One different case is that of the Bitcoin, one of the first implementations of the concept of cryptocurrency, first described in 1998 on Cypherpunk email list by Wei Dai. Bitcoin allows holding and transferring values in an anonymous way. Being a decentralized electronic currency it is independent from the need of any central power making it impossible for any authority, governmental or other, to manipulate its value or increase its existence arbitrarily in order to generate inflation.
Nuclear Gypsies of Fukushima. The plot of an apocalyptic anime?
It was the 70´s in Japan. The growing demand for electricity in modern society made nuclear power plants grow as mushrooms. Meanwhile the Yakuza was making night tours around the cities recruiting beggars and social outcasts by offering them a miserable pay for doing allegedly cleaning jobs.
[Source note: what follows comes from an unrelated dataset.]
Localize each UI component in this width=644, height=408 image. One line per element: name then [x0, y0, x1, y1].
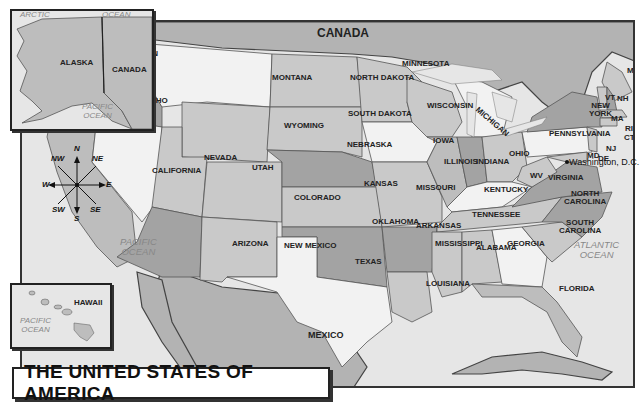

Once taken to destiny they would discover that they had been taken to nuclear reactors whose interiors they were expected to clean. There, they were obliged to work under sweltering temperatures and were exposed to radiation levels tens of times higher than allowed. After that, they became Genpatsu Gypsies (nuclear gypsies) that once recruited were meant to wander from one central to another in order to do their jobs and receive a daily payment. That, until their body to resisted. The plot of an apocalyptic anime? No. A true story that repeats itself for more than 30 years in nuclear centrals such as Fukushima and that has caused as many deaths by radiation as the Hiroshima and Nagasaki bombs.
The Zahir: the desire that eclipses the world
by Belen Gache
In his short story The Zahir, Jorge Luis Borges narrator is given by chance a 20 cent coin, a regular coin in Argentina of the time (the 30´s); one among others. Only that this one is special: it is a "zahir". This concept, borrowed from the Islamic folklore, involves an object that catches the attentions of the beholder to the point of completely obsess him and make him lose the sense of reality. Departing from the encounter with this coin Borges reflects on other famous currencies: Charon's obol, the obol that Belisario begged for, the guilder of Leopold Bloom, the doubloon of Captain Ahab. He also speculates on how each currency symbolize in a way the freedom of choice of he who owns it because, just as a magic item, you can turn it into anything else in the world.